Outward metrics show resilience; inward sentiment tells a different story. Market volatility is likely to persist until the understanding of government policy impact is better refined.
Economic growth: Consensus 2025 U.S. real GDP growth of 2.0% appears optimistic given current policy uncertainty. In a landscape this fluid, base cases are more guesswork than guidance. Tariff policy threatens to slow things down, but we do not see it derailing the expansion in most scenarios.
Labor market: The labor market has stabilized following a summer 2024 scare. Most measures of unemployment look benign even though hiring has slowed, and wage growth remains almost 1% higher than pre-COVID levels, supporting spending. DOGE cuts will likely curtail government hiring, while job growth in the private sector should broaden beyond health and education.
Consumers: Spending grew at an unsustainable 7% annualized rate in 2H 2024. That was bound to slow, especially amid uncertainty. Real wages continue to grow at a healthy rate, supporting solid consumption even in the case incremental caution creeps in.
Businesses: Uncertainty has risen due to tariff and immigration policy. Earnings results have been strong, and the corporate sector is not over-levered. Businesses will need policy clarity for investment to broaden beyond the AI infrastructure boom.
Housing: Housing activity remains subdued amid affordability challenges. In this environment, the secular home shortage is keeping prices rising. Homebuilder activity has been resilient but souring sentiment points to lower construction starts going forward.
Inflation: Inflation progress stalled prior to tariff impacts. Services prices are rising at a roughly 1% faster pace than pre-COVID, while goods prices face upside risks. The Fed now sees core PCE rising 2.8% in 2025, up from a 2.2% estimate six months ago.
Monetary policy and interest rates: The Fed sees lower growth and higher inflation impacting policy in opposing directions. Uncertainty will keep them from tinkering with the economy, and the bar for rate cuts has risen. Long-term rates have thus far reacted more to growth risks rather than inflation risks, skewing the rate outlook to the upside.
Asset class views
U.S. equities: U.S. stocks declined in Q1 for the first time in six quarters, but the S&P 500 still trades near 20x earnings. A weaker growth outlook presents risks to robust forward earnings growth expectations, especially for large firms exposed to trade risks.
Core fixed income: Stagflationary outcomes pose significant risks to bonds, driving volatility and higher correlation with stocks. We see the value proposition of bonds having fundamentally declined post-COVID, both in absolute and portfolio terms.
Cash: A Fed more inclined to cut than hike, along with the likelihood of rising inflation, put twin pressures on real returns for cash.
Private equity: The M&A outlook has turned from euphoric to cautiously optimistic amid policy uncertainty. Reasonable valuations and a long-term investment horizon favor private equity over public equity. Lower multiples, lower leverage and a focus on firms less exposed to trade risk argue for middle market over large-cap buyout.
Private credit: The spread premium to public markets remains around 200bps despite asset class growth. Combined with the Fed keeping base rates high, all-in yields will remain elevated. Default rates are low, but tariffs will cause performance dispersion across industries. Private credit’s ability to drive double-digit returns in this environment is highly attractive.
Commercial real estate: Market sentiment was optimistic coming into the year, and the decline in rates will be welcomed. CRE prices have stabilized but upside is limited, especially with the Fed paused. CRE debt looks like a better way to capture improving fundamentals while reducing downside risk.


▸ Action item: Gather from the listing below each line that includes the word "JSON", and copy it.

▸ Data shown:
== Segment start ==

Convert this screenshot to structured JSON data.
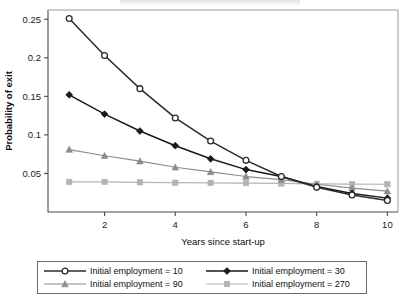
{
  "chart_data": {
    "type": "line",
    "title": "",
    "xlabel": "Years since start-up",
    "ylabel": "Probability of exit",
    "x": [
      1,
      2,
      3,
      4,
      5,
      6,
      7,
      8,
      9,
      10
    ],
    "xlim": [
      0.4,
      10.3
    ],
    "ylim": [
      0.0,
      0.262
    ],
    "xticks": [
      2,
      4,
      6,
      8,
      10
    ],
    "xticklabels": [
      "2",
      "4",
      "6",
      "8",
      "10"
    ],
    "yticks": [
      0.05,
      0.1,
      0.15,
      0.2,
      0.25
    ],
    "yticklabels": [
      "0.05",
      "0.1",
      "0.15",
      "0.2",
      "0.25"
    ],
    "grid": false,
    "legend_position": "below-outside",
    "series": [
      {
        "name": "Initial employment = 10",
        "marker": "open-circle",
        "color": "#2b2b2b",
        "values": [
          0.251,
          0.203,
          0.16,
          0.122,
          0.092,
          0.067,
          0.046,
          0.032,
          0.022,
          0.015
        ]
      },
      {
        "name": "Initial employment = 30",
        "marker": "filled-diamond",
        "color": "#1a1a1a",
        "values": [
          0.152,
          0.127,
          0.105,
          0.086,
          0.069,
          0.055,
          0.046,
          0.033,
          0.024,
          0.018
        ]
      },
      {
        "name": "Initial employment = 90",
        "marker": "filled-triangle",
        "color": "#8c8c8c",
        "values": [
          0.081,
          0.073,
          0.066,
          0.058,
          0.052,
          0.046,
          0.042,
          0.036,
          0.031,
          0.027
        ]
      },
      {
        "name": "Initial employment = 270",
        "marker": "filled-square",
        "color": "#b3b3b3",
        "values": [
          0.039,
          0.039,
          0.0385,
          0.038,
          0.0378,
          0.0375,
          0.037,
          0.0365,
          0.0362,
          0.036
        ]
      }
    ]
  },
  "axes": {
    "y_title": "Probability of exit",
    "x_title": "Years since start-up"
  },
  "legend": {
    "entries": [
      {
        "label": "Initial employment = 10",
        "marker": "open-circle",
        "color": "#2b2b2b"
      },
      {
        "label": "Initial employment = 30",
        "marker": "filled-diamond",
        "color": "#1a1a1a"
      },
      {
        "label": "Initial employment = 90",
        "marker": "filled-triangle",
        "color": "#8c8c8c"
      },
      {
        "label": "Initial employment = 270",
        "marker": "filled-square",
        "color": "#b3b3b3"
      }
    ]
  }
}
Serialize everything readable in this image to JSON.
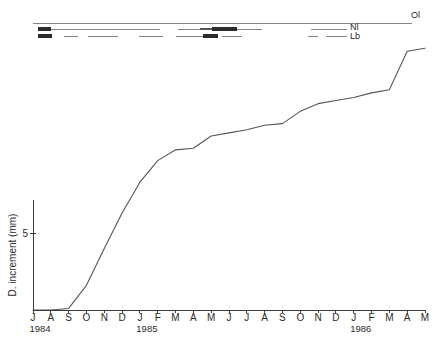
{
  "chart_data": {
    "type": "line",
    "title": "",
    "subtitle": "",
    "xlabel": "",
    "ylabel": "D. increment (mm)",
    "grid": false,
    "legend_position": "none",
    "xlim": [
      "1984-07",
      "1986-05"
    ],
    "ylim": [
      0,
      17.5
    ],
    "ytick_values": [
      5
    ],
    "ytick_labels": [
      "5"
    ],
    "xtick_labels": [
      "J",
      "A",
      "S",
      "O",
      "N",
      "D",
      "J",
      "F",
      "M",
      "A",
      "M",
      "J",
      "J",
      "A",
      "S",
      "O",
      "N",
      "D",
      "J",
      "F",
      "M",
      "A",
      "M"
    ],
    "year_labels": [
      {
        "text": "1984",
        "at_tick_index": 0
      },
      {
        "text": "1985",
        "at_tick_index": 6
      },
      {
        "text": "1986",
        "at_tick_index": 18
      }
    ],
    "series": [
      {
        "name": "D. increment",
        "x": [
          "J 1984",
          "A 1984",
          "S 1984",
          "O 1984",
          "N 1984",
          "D 1984",
          "J 1985",
          "F 1985",
          "M 1985",
          "A 1985",
          "M 1985",
          "J 1985",
          "J 1985",
          "A 1985",
          "S 1985",
          "O 1985",
          "N 1985",
          "D 1985",
          "J 1986",
          "F 1986",
          "M 1986",
          "A 1986",
          "M 1986"
        ],
        "values": [
          0.0,
          0.0,
          0.1,
          1.6,
          4.0,
          6.3,
          8.3,
          9.7,
          10.4,
          10.5,
          11.3,
          11.5,
          11.7,
          12.0,
          12.1,
          12.9,
          13.4,
          13.6,
          13.8,
          14.1,
          14.3,
          16.8,
          17.0
        ]
      }
    ],
    "annotations": {
      "rows": [
        {
          "label": "Ol",
          "label_x": 411,
          "label_y": 18,
          "y": 23,
          "segments": [
            {
              "x1": 33,
              "x2": 412,
              "weight": "thin"
            }
          ]
        },
        {
          "label": "Nl",
          "label_x": 350,
          "label_y": 30,
          "y": 29,
          "segments": [
            {
              "x1": 38,
              "x2": 51,
              "weight": "thick"
            },
            {
              "x1": 51,
              "x2": 160,
              "weight": "thin"
            },
            {
              "x1": 178,
              "x2": 200,
              "weight": "thin"
            },
            {
              "x1": 200,
              "x2": 212,
              "weight": "med"
            },
            {
              "x1": 212,
              "x2": 237,
              "weight": "thick"
            },
            {
              "x1": 237,
              "x2": 262,
              "weight": "thin"
            },
            {
              "x1": 311,
              "x2": 347,
              "weight": "thin"
            }
          ]
        },
        {
          "label": "Lb",
          "label_x": 350,
          "label_y": 39,
          "y": 36,
          "segments": [
            {
              "x1": 38,
              "x2": 52,
              "weight": "thick"
            },
            {
              "x1": 64,
              "x2": 78,
              "weight": "thin"
            },
            {
              "x1": 88,
              "x2": 118,
              "weight": "thin"
            },
            {
              "x1": 139,
              "x2": 163,
              "weight": "thin"
            },
            {
              "x1": 176,
              "x2": 203,
              "weight": "thin"
            },
            {
              "x1": 203,
              "x2": 218,
              "weight": "thick"
            },
            {
              "x1": 222,
              "x2": 242,
              "weight": "thin"
            },
            {
              "x1": 308,
              "x2": 318,
              "weight": "thin"
            },
            {
              "x1": 326,
              "x2": 347,
              "weight": "thin"
            }
          ]
        }
      ]
    },
    "geometry": {
      "plot_left": 33,
      "plot_right": 425,
      "x_axis_y": 310,
      "y_axis_top": 200,
      "y_axis_bottom": 310,
      "y_value_at_axis_top": 6.9,
      "y_tick5_py": 233,
      "month_label_y": 321,
      "year_label_y": 332
    },
    "colors": {
      "curve": "#555555",
      "axis": "#3a3a3a",
      "event_thin": "#777777",
      "event_thick": "#2b2b2b",
      "background": "#ffffff"
    }
  }
}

== Segment end ==

▸ Task answer:
Convert this screenshot to structured JSON data.
Serialize everything readable in this image to JSON.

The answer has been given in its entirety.